Docker best-practices in Apache Spark application deployments
Apache Spark has become the de facto standard tool for distributed data processing. Similarly, Kubernetes has become the de facto standard container orchestration tool. Deploying Spark jobs on Kubernetes has been natively supported since version 2.3. An alternative to such deployment, is available using operator pattern, see spark-on-k8s-operator. Both these solutions start by preparing a container image followed by deploying it in the cluster. However, these solutions follow different principles on building their images.
On the one hand, the Spark-provided build scripts start by building Spark locally and then adding the application specific artifacts. On the other, in the operator solution the application specific artifacts are added by building an image on top of a provided base image.
In my experience, building Spark locally is rarely needed, and starting with a predefined base image can be limiting. Therefore, here I will present a couple of optimized and extensible Dockerfile
templates. The aim is to use Docker multi-stage builds to reduce build time for the container image, especially time needed to download Spark itself and other dependencies that do not change often. The source code including the Dockerfile(s)
can be found here.
Spark on Kubernetes
Starting from a client machine, with access configured to the cluster, spark-submit
submits an application to the cluster.
1. Initially, the Spark driver is created in a Pod.
2. The driver then created executors, running also in Pods and connects to them.
3. Once the processing is done, executors are terminated and cleaned up. The driver pod remains in completed
state.
Multi-stage builds
Multi-stage builds are used to reduce the resulting Docker image size, while also reducing the build time. Therefore in the template files, the following split has been followed:
1. Starting from openjdk
base image, a few required packages are installed
2. Spark is installed
3. A few system configurations are made, like setting SPARK_HOME
environment variable
4. Add support for public cloud object storage systems like S3 and GCS
5. In this final step, Scala/Java Spark applications differ from PySpark application. The former only needs to copy the .jar
artifact to the designated location, while the latter needs to first have python installed (together with the application specific dependencies) and copy the artifacts in the designated directory.
Testing
To test the application deployment, the example spark-pi
application will be used. Make sure you have access to a Kubernetes cluster. If you don’t have one, you can use minikube
to create a local one.
Run kubectl cluster-info
to get the master IP address and the port where the jobs can be submitted. Next one can build the Docker images.
For Scala run: docker build -t localhost:5000/spark-local -f Dockerfile .
For Python run: docker build -t localhost:5000/spark-local-py -f Dockerfile-python .
And finally deploy the applications on the cluster:
Next Steps
There are a few things that can be improved in this deployment.
Firstly, the applications are being executed by the root user. This is of course not recommended in production deployments because of the extensive permissions this user has.
Secondly, based on the organizational set up, credentials need to be added/ingested to the containers. There are a lot of possibilities to achieve this. Therefore, it is not feasible to be included in a template solution. Nonetheless, it cannot be avoided 😄.
Summary
While Spark and Kubernetes have gone a long way together, container image building best practices are not always being followed. Here, I focus on bringing in multi-stage build principle for Spark job container images.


Required work ▸ In the material below, tally the lines that include the string "carbon", then write down only the total.

▽

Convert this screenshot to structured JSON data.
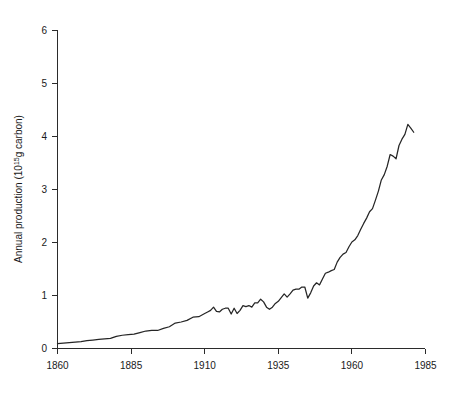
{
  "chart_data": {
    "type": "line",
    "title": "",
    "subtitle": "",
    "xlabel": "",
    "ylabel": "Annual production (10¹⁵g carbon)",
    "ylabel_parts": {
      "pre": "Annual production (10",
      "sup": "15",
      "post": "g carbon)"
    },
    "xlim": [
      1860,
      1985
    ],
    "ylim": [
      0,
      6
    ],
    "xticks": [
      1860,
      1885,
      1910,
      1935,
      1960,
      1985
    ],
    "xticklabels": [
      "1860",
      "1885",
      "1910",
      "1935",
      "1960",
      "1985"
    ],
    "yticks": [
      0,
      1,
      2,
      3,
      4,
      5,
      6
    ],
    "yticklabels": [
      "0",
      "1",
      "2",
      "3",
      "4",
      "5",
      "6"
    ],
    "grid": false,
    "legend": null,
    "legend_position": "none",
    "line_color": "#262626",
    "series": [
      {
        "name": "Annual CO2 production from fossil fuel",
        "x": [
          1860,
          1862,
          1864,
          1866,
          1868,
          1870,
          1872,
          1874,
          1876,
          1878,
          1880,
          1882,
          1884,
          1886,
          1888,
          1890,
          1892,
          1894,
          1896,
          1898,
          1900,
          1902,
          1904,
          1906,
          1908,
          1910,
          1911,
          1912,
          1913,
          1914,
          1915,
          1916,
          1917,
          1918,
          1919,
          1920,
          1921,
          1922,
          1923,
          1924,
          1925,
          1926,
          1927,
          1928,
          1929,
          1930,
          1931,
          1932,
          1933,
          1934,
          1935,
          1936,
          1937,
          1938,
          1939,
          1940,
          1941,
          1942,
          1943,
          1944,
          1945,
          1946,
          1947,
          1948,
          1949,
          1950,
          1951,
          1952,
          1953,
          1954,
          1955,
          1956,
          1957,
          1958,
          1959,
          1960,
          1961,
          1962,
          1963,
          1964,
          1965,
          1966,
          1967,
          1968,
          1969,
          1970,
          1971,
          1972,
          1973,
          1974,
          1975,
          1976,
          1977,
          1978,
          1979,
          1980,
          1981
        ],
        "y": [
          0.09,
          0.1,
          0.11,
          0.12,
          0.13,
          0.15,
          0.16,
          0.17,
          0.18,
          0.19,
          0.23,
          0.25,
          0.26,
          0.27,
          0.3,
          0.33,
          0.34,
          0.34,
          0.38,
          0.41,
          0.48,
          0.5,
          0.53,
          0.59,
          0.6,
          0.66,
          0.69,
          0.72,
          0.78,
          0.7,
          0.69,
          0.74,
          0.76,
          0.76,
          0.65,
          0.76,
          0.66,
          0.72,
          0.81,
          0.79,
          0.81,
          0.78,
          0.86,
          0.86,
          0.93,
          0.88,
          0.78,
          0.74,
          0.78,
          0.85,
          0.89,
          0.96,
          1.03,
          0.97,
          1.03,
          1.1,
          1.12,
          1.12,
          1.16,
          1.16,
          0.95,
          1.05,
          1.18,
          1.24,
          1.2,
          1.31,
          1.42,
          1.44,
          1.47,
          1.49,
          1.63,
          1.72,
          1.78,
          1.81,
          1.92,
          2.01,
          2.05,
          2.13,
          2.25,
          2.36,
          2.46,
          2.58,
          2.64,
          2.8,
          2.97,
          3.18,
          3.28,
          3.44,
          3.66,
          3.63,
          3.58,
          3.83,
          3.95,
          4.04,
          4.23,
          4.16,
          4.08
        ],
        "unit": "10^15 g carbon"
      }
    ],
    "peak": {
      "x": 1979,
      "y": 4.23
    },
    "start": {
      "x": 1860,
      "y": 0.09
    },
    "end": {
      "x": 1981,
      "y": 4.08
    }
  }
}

△

Response area ▸ 3